Project Euler 18 and 67 in Scala using foldRight, zip and sliding

Nov 28, 2013

I’ve recently applied to Toptal and sucked miserably at the entry exam. My algo chops were blunt and I thought I’d rectify it by revisiting Project Euler. With the startup last year and the baby this year I just haven’t been able to find the time for programming challenges, but that has to change.

Looking at my Project Euler source directory, I saw that I left it at problem 17, so next up will be 18. The problem description, however, mentions that the problem repeats itselt as 67, but with a bigger input that will run 20 billion years if you go the brute force route.

I worked a little on this problem last night, and decided to by-pass the brute force solution completely. It was a bit late, though, and I pulled my eyelids open far enough to make it to bed. I then went on to dream about the damn problem all night. I knew there had to be a simple bottom-up fold-based solution, and the voila moment came for me when I realised I had to seed the fold computation with the base layer in the triangle.

Here you go:

https://gist.github.com/opyate/7689573

A little explanation

The triangle is represented as a nested list, like so: List(List(1), List(2, 3), List(4, 5, 6)) and so forth.


     1
    / \
   2   3
  / \ / \
 4   5   6    <- this is the "base layer" in my explanation.

Since you need to add the maximum of the two immediate children to the layer above, a foldRight wouldn’t give me all the info I need in the curent iteration. Foldright for me means “the data is coming FROM the right”, i.e. List(4, 5, 6) will be processed first, then List(2, 3) but at no point in the iteration will they be available together so I can do the sum. List(4, 5, 6) would need to come into the iteration with List(2, 3) in another way, and I realised I can use the foldRight’s accumulator for that by seeding the foldRight with the base layer in the triangle (aka the last list List(4, 5, 6)).

The easiest way was to just seed the foldRight with a list of zeros one element larger than the base layer. You then break it up into pairs using sliding(2,1), take the max of the pairs, and sum the max with the corresponding (thanks to zip) element in the layer above.


      1
     / \
    2   3
   / \ / \
  4   5   6
 / \ / \ / \
0   0   0   0    <- this becomes the new "base layer", or "seed"

No mutable state; no recursion; simple to understand. As Erik Meijer would say: “baby code”.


PROBLEM DETAILS
Could you filter the data below down to the lines that hold the word "legend"?

Excerpts from a figure dataset
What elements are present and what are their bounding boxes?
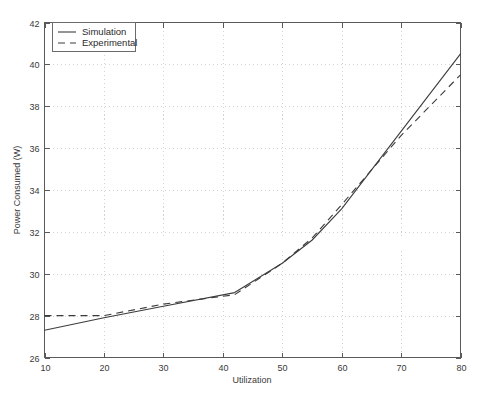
- legend: Simulation Experimental: [53, 23, 138, 52]
- figure-canvas: 262830323436384042 1020304050607080 Util…: [0, 0, 487, 400]
- y-tick-label: 26: [29, 354, 39, 364]
- series-experimental: [45, 75, 461, 316]
- plot-border: [45, 23, 461, 358]
- x-tick-label: 60: [337, 363, 347, 373]
- x-tick-label: 30: [158, 363, 168, 373]
- x-tick-label: 50: [277, 363, 287, 373]
- x-tick-label: 70: [396, 363, 406, 373]
- legend-label-experimental: Experimental: [82, 37, 137, 48]
- y-tick-label: 30: [29, 270, 39, 280]
- x-tick-labels: 1020304050607080: [40, 363, 466, 373]
- x-tick-label: 10: [40, 363, 50, 373]
- y-tick-labels: 262830323436384042: [29, 19, 39, 364]
- series-simulation: [45, 54, 461, 330]
- y-tick-label: 32: [29, 228, 39, 238]
- x-tick-label: 40: [218, 363, 228, 373]
- y-tick-label: 34: [29, 186, 39, 196]
- x-tick-label: 80: [456, 363, 466, 373]
- y-axis-title: Power Consumed (W): [12, 146, 22, 235]
- y-tick-label: 28: [29, 312, 39, 322]
- data-series: [45, 54, 461, 330]
- y-tick-label: 42: [29, 19, 39, 29]
- grid-lines: [45, 23, 461, 358]
- chart-plot: 262830323436384042 1020304050607080 Util…: [0, 0, 487, 400]
- x-tick-label: 20: [99, 363, 109, 373]
- axes-frame: [45, 23, 461, 358]
- legend-label-simulation: Simulation: [82, 26, 126, 37]
- y-tick-label: 40: [29, 60, 39, 70]
- x-axis-title: Utilization: [232, 375, 271, 385]
- y-tick-label: 38: [29, 102, 39, 112]
- y-tick-label: 36: [29, 144, 39, 154]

COMPLETED EXERCISE
- legend: Simulation Experimental: [53, 23, 138, 52]
- legend-label-experimental: Experimental: [82, 37, 137, 48]
- legend-label-simulation: Simulation: [82, 26, 126, 37]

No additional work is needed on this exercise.